2 min read · Updated 19 May 2026
The Fast 40+ and the Melges 40 are contemporaries of almost the same length, both aimed at the top of 40-foot Grand Prix racing — but they take opposite routes. The Fast 40+ is a fixed-keel box-rule class, where designs vary within set limits; the Melges 40 is a canting-keel strict one-design, where every boat is identical. Invicta is a Melges 40, and the contrast with the Fast 40+ is one of philosophy as much as hardware.
Box rule versus strict one-design
The deepest difference is the rule. A box rule sets limits — length, weight, sail area, draft — and lets designers optimise within that box, so no two Fast 40+ boats are exactly alike and design development is part of the game. The same principle drives the larger TP52, compared in Melges 40 vs TP52.
The Melges 40 takes the other path: a strict one-design where the boats are built to be identical, so the racing is decided by crew work and tactics rather than by who has the cleverest hull. Both approaches produce excellent racing; they simply reward different things.
Power and the canting keel
The Melges 40 was conceived to be a notably powerful 40-footer. Set against the Fast 40+ benchmark of its era, it carries substantially more sail area and generates more righting moment from a much lighter keel bulb — because its canting keel swings ballast out to windward rather than hanging it straight down.
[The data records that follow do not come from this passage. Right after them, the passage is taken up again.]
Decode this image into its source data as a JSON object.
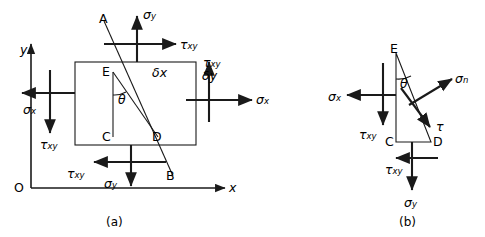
{
  "figure": {
    "title_a": "(a)",
    "title_b": "(b)",
    "axes": {
      "origin_label": "O",
      "x_label": "x",
      "y_label": "y"
    },
    "panel_a": {
      "points": {
        "A": "A",
        "B": "B",
        "C": "C",
        "D": "D",
        "E": "E"
      },
      "angle_label": "θ",
      "dimension_x": "δ",
      "dimension_x_sub": "x",
      "dimension_y": "δ",
      "dimension_y_sub": "y",
      "stresses": {
        "sigma": "σ",
        "tau": "τ",
        "sub_x": "x",
        "sub_y": "y",
        "sub_xy": "xy"
      },
      "labels": [
        {
          "name": "sigma-y-top",
          "symbol": "σ",
          "sub": "y"
        },
        {
          "name": "tau-xy-top",
          "symbol": "τ",
          "sub": "xy"
        },
        {
          "name": "tau-xy-right",
          "symbol": "τ",
          "sub": "xy"
        },
        {
          "name": "sigma-x-right",
          "symbol": "σ",
          "sub": "x"
        },
        {
          "name": "sigma-x-left",
          "symbol": "σ",
          "sub": "x"
        },
        {
          "name": "tau-xy-left",
          "symbol": "τ",
          "sub": "xy"
        },
        {
          "name": "tau-xy-bottom",
          "symbol": "τ",
          "sub": "xy"
        },
        {
          "name": "sigma-y-bottom",
          "symbol": "σ",
          "sub": "y"
        }
      ]
    },
    "panel_b": {
      "points": {
        "C": "C",
        "D": "D",
        "E": "E"
      },
      "angle_label": "θ",
      "labels": [
        {
          "name": "sigma-x-left",
          "symbol": "σ",
          "sub": "x"
        },
        {
          "name": "tau-xy-left",
          "symbol": "τ",
          "sub": "xy"
        },
        {
          "name": "sigma-n",
          "symbol": "σ",
          "sub": "n"
        },
        {
          "name": "tau-normal",
          "symbol": "τ",
          "sub": ""
        },
        {
          "name": "tau-xy-bottom",
          "symbol": "τ",
          "sub": "xy"
        },
        {
          "name": "sigma-y-bottom",
          "symbol": "σ",
          "sub": "y"
        }
      ]
    },
    "colors": {
      "ink": "#1a1a1a",
      "background": "#ffffff"
    }
  }
}
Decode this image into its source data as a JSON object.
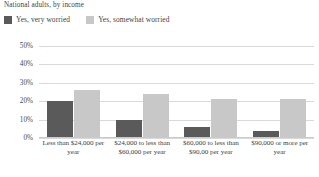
{
  "subtitle": "National adults, by income",
  "legend": {
    "position": "top-left",
    "items": [
      {
        "label": "Yes, very worried",
        "color": "#5a5a5a",
        "swatch_name": "legend-swatch-very-worried"
      },
      {
        "label": "Yes, somewhat worried",
        "color": "#c8c8c8",
        "swatch_name": "legend-swatch-somewhat-worried"
      }
    ]
  },
  "chart_data": {
    "type": "bar",
    "title": "",
    "subtitle": "National adults, by income",
    "xlabel": "",
    "ylabel": "",
    "ylim": [
      0,
      50
    ],
    "ytick_labels": [
      "50%",
      "40%",
      "30%",
      "20%",
      "10%",
      "0%"
    ],
    "ytick_values": [
      50,
      40,
      30,
      20,
      10,
      0
    ],
    "grid": true,
    "legend_position": "top-left",
    "categories": [
      "Less than $24,000 per year",
      "$24,000 to less than $60,000 per year",
      "$60,000 to less than $90,00 per year",
      "$90,000 or more per year"
    ],
    "series": [
      {
        "name": "Yes, very worried",
        "color": "#5a5a5a",
        "values": [
          20,
          10,
          6,
          4
        ]
      },
      {
        "name": "Yes, somewhat worried",
        "color": "#c8c8c8",
        "values": [
          26,
          24,
          21,
          21
        ]
      }
    ]
  }
}
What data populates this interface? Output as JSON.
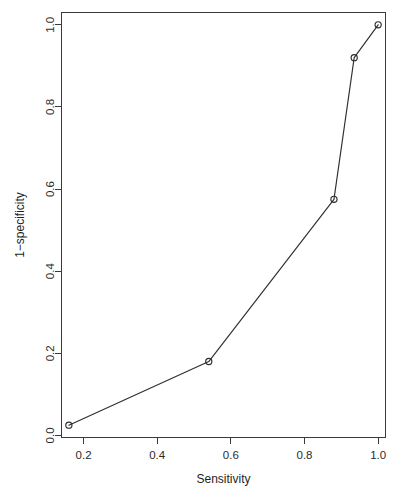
{
  "chart_data": {
    "type": "line",
    "title": "",
    "subtitle": "",
    "xlabel": "Sensitivity",
    "ylabel": "1−specificity",
    "xlim": [
      0.14,
      1.02
    ],
    "ylim": [
      -0.005,
      1.03
    ],
    "xticks": [
      0.2,
      0.4,
      0.6,
      0.8,
      1.0
    ],
    "xtick_labels": [
      "0.2",
      "0.4",
      "0.6",
      "0.8",
      "1.0"
    ],
    "yticks": [
      0.0,
      0.2,
      0.4,
      0.6,
      0.8,
      1.0
    ],
    "ytick_labels": [
      "0.0",
      "0.2",
      "0.4",
      "0.6",
      "0.8",
      "1.0"
    ],
    "grid": false,
    "legend": null,
    "legend_position": "none",
    "marker": "open-circle",
    "line_color": "#2e2e2e",
    "marker_color": "#2e2e2e",
    "axis_color": "#3a3a3a",
    "background_color": "#ffffff",
    "box_frame": true,
    "x": [
      0.16,
      0.54,
      0.88,
      0.935,
      1.0
    ],
    "y": [
      0.025,
      0.18,
      0.575,
      0.92,
      1.0
    ],
    "series": [
      {
        "name": "ROC",
        "x": [
          0.16,
          0.54,
          0.88,
          0.935,
          1.0
        ],
        "values": [
          0.025,
          0.18,
          0.575,
          0.92,
          1.0
        ]
      }
    ],
    "points": [
      {
        "x": 0.16,
        "y": 0.025
      },
      {
        "x": 0.54,
        "y": 0.18
      },
      {
        "x": 0.88,
        "y": 0.575
      },
      {
        "x": 0.935,
        "y": 0.92
      },
      {
        "x": 1.0,
        "y": 1.0
      }
    ]
  }
}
The Fast 40+, with a fixed keel, leans more on hull form and crew weight on the rail for its stability.
| Feature | Fast 40+ | Melges 40 | | --- | --- | --- | | Length | ~40 ft | ~12.2 m (~40 ft) | | Keel | Fixed | Canting | | Rule | Box rule | Strict one-design | | Stability | Fixed ballast + crew | Canting ballast | | Identical boats | No | Yes |
Which suits whom
The Fast 40+ appeals to owners who enjoy the design-and-development side of the sport, optimising a boat within a box to find an edge. The Melges 40 appeals to those who want that edge removed — a powerful, canting-keel thoroughbred where the best-sailed boat wins, not the best-funded development programme. For the full specification of our class, see the Melges 40 explained, and read about the boat itself on the boat page.
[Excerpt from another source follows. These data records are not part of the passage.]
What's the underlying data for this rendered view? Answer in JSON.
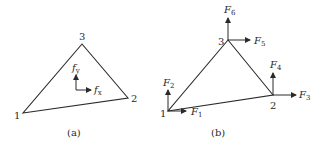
{
  "figure": {
    "panels": [
      {
        "id": "a",
        "caption": "(a)",
        "nodes": [
          {
            "label": "1",
            "x": 23,
            "y": 113
          },
          {
            "label": "2",
            "x": 128,
            "y": 98
          },
          {
            "label": "3",
            "x": 82,
            "y": 44
          }
        ],
        "body_forces": [
          {
            "symbol": "f",
            "subscript": "y",
            "direction": "up"
          },
          {
            "symbol": "f",
            "subscript": "x",
            "direction": "right"
          }
        ]
      },
      {
        "id": "b",
        "caption": "(b)",
        "nodes": [
          {
            "label": "1",
            "x": 168,
            "y": 111
          },
          {
            "label": "2",
            "x": 273,
            "y": 95
          },
          {
            "label": "3",
            "x": 228,
            "y": 40
          }
        ],
        "nodal_forces": [
          {
            "symbol": "F",
            "subscript": "1",
            "node": "1",
            "direction": "right"
          },
          {
            "symbol": "F",
            "subscript": "2",
            "node": "1",
            "direction": "up"
          },
          {
            "symbol": "F",
            "subscript": "3",
            "node": "2",
            "direction": "right"
          },
          {
            "symbol": "F",
            "subscript": "4",
            "node": "2",
            "direction": "up"
          },
          {
            "symbol": "F",
            "subscript": "5",
            "node": "3",
            "direction": "right"
          },
          {
            "symbol": "F",
            "subscript": "6",
            "node": "3",
            "direction": "up"
          }
        ]
      }
    ],
    "colors": {
      "line": "#2a2a2a",
      "background": "#ffffff"
    }
  }
}
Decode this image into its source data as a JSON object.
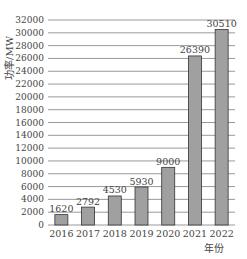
{
  "chart_data": {
    "type": "bar",
    "title": "",
    "xlabel": "年份",
    "ylabel": "功率/MW",
    "categories": [
      "2016",
      "2017",
      "2018",
      "2019",
      "2020",
      "2021",
      "2022"
    ],
    "values": [
      1620,
      2792,
      4530,
      5930,
      9000,
      26390,
      30510
    ],
    "data_labels": [
      "1620",
      "2792",
      "4530",
      "5930",
      "9000",
      "26390",
      "30510"
    ],
    "ylim": [
      0,
      32000
    ],
    "yticks": [
      0,
      2000,
      4000,
      6000,
      8000,
      10000,
      12000,
      14000,
      16000,
      18000,
      20000,
      22000,
      24000,
      26000,
      28000,
      30000,
      32000
    ],
    "grid": true,
    "legend": null,
    "bar_color": "#a0a0a0",
    "bar_edge_color": "#333333",
    "grid_color": "#555555"
  }
}
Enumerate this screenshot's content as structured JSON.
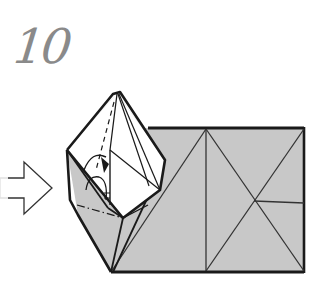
{
  "step": {
    "number": "10"
  },
  "diagram": {
    "type": "origami-folding-step",
    "icons": [
      "push-arrow-icon",
      "open-arrow-icon",
      "dash-dot-fold-line"
    ],
    "colors": {
      "paper_fill": "#c8c8c8",
      "paper_white": "#ffffff",
      "line": "#1a1a1a",
      "step_number": "#8a8a8a",
      "arrow_outline": "#333333"
    }
  }
}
Frequently asked questions
- What is the difference between a Fast 40+ and a Melges 40?
- The Fast 40+ is a box-rule class of roughly 40-foot fixed-keel race boats, where designs can differ within set limits. The Melges 40 is a strict one-design where every boat is identical, and it has a canting keel rather than a fixed one. So the Fast 40+ is a design contest within a box, while the Melges 40 is a one-design contest decided purely by the crew.
- Which is more powerful, the Fast 40+ or the Melges 40?
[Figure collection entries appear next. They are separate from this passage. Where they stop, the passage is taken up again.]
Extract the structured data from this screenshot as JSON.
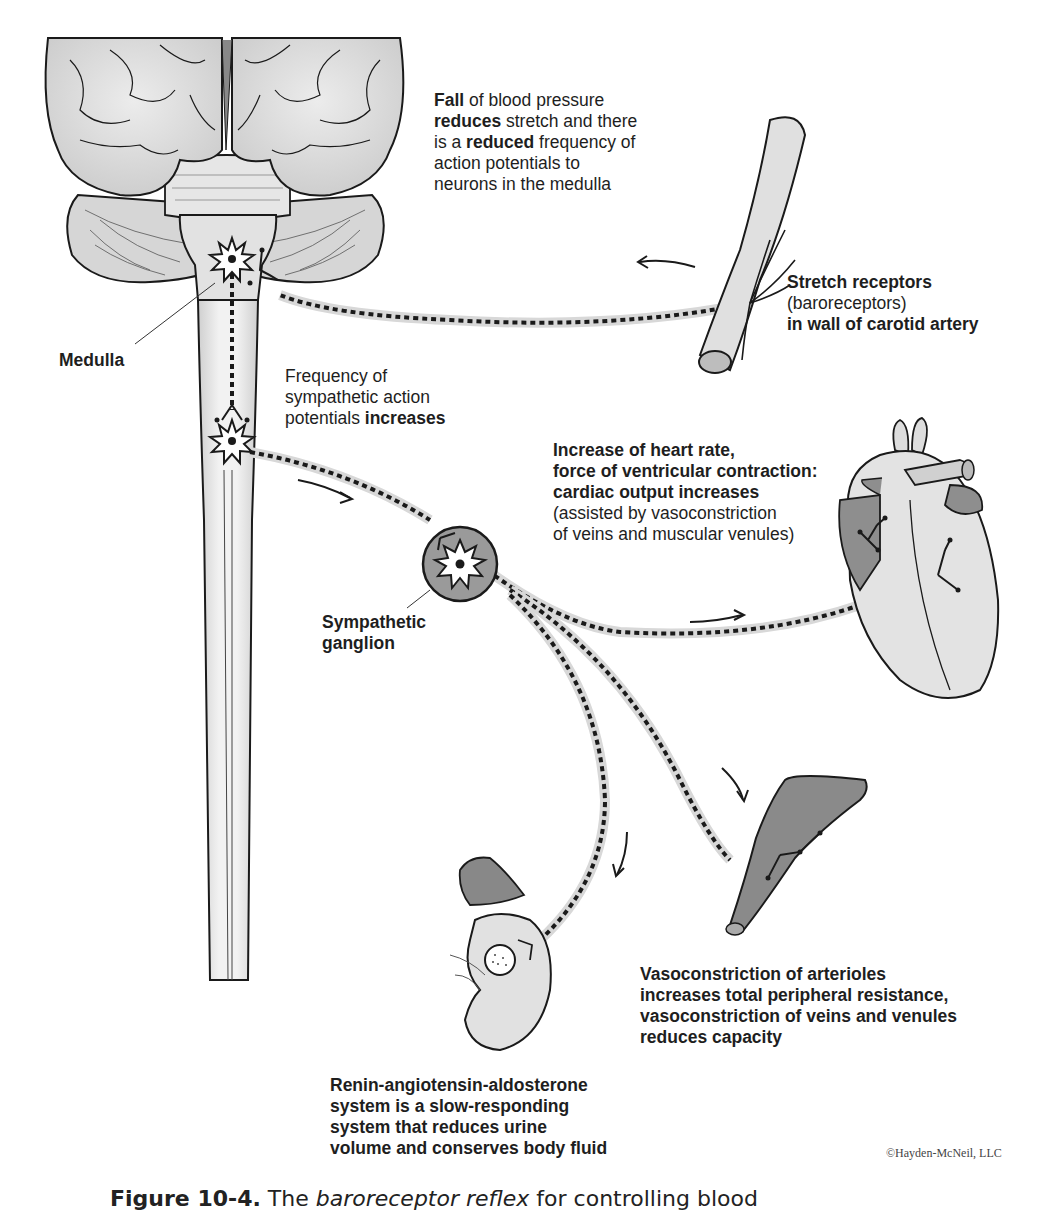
{
  "figure": {
    "caption_label": "Figure 10-4.",
    "caption_pre": " The ",
    "caption_italic": "baroreceptor reflex",
    "caption_post": " for controlling blood",
    "copyright": "©Hayden-McNeil, LLC"
  },
  "labels": {
    "fall_bp": {
      "line1_bold": "Fall",
      "line1_rest": " of blood pressure",
      "line2_bold": "reduces",
      "line2_rest": " stretch and there",
      "line3_pre": "is a ",
      "line3_bold": "reduced",
      "line3_rest": " frequency of",
      "line4": "action potentials to",
      "line5": "neurons in the medulla"
    },
    "stretch_receptors": {
      "line1": "Stretch receptors",
      "line2": "(baroreceptors)",
      "line3": "in wall of carotid artery"
    },
    "medulla": "Medulla",
    "sympathetic_freq": {
      "line1": "Frequency of",
      "line2": "sympathetic action",
      "line3_pre": "potentials ",
      "line3_bold": "increases"
    },
    "heart": {
      "line1": "Increase of heart rate,",
      "line2": "force of ventricular contraction:",
      "line3": "cardiac output increases",
      "line4": "(assisted by vasoconstriction",
      "line5": "of veins and muscular venules)"
    },
    "ganglion": {
      "line1": "Sympathetic",
      "line2": "ganglion"
    },
    "vasoconstriction": {
      "line1": "Vasoconstriction of arterioles",
      "line2": "increases total peripheral resistance,",
      "line3": "vasoconstriction of veins and venules",
      "line4": "reduces capacity"
    },
    "raas": {
      "line1": "Renin-angiotensin-aldosterone",
      "line2": "system is a slow-responding",
      "line3": "system that reduces urine",
      "line4": "volume and conserves body fluid"
    }
  },
  "structures": [
    "brain",
    "medulla",
    "spinal-cord",
    "carotid-artery",
    "sympathetic-ganglion",
    "heart",
    "arteriole",
    "kidney",
    "adrenal-gland"
  ],
  "colors": {
    "outline": "#1a1a1a",
    "fill_light": "#e4e4e4",
    "fill_mid": "#c8c8c8",
    "fill_dark": "#8c8c8c",
    "nerve_halo": "#d8d8d8"
  }
}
- The Melges 40 was designed to be exceptionally powerful for its length. Compared with a Fast 40+ it carries significantly more sail area and generates more righting moment from a much lighter keel bulb, thanks to its canting keel. The Fast 40+ relies on a fixed keel and crew weight on the rail for its stability.
- What is a box rule?
- A box rule sets limits — on length, weight, sail area, draft and other measurements — within which designers are free to optimise. Boats built to a box rule are not identical, so design and development are part of the competition. It sits between strict one-design, where boats are the same, and open handicap racing.
- Are the Fast 40+ and Melges 40 raced in the same places?
- Not really. The Fast 40+ grew up as a UK-based box-rule circuit, while the Melges 40 was built for a short-lived European one-design Grand Prix series and now races in scattered locations. They are contemporaries and similar in length, but they were never a single fleet.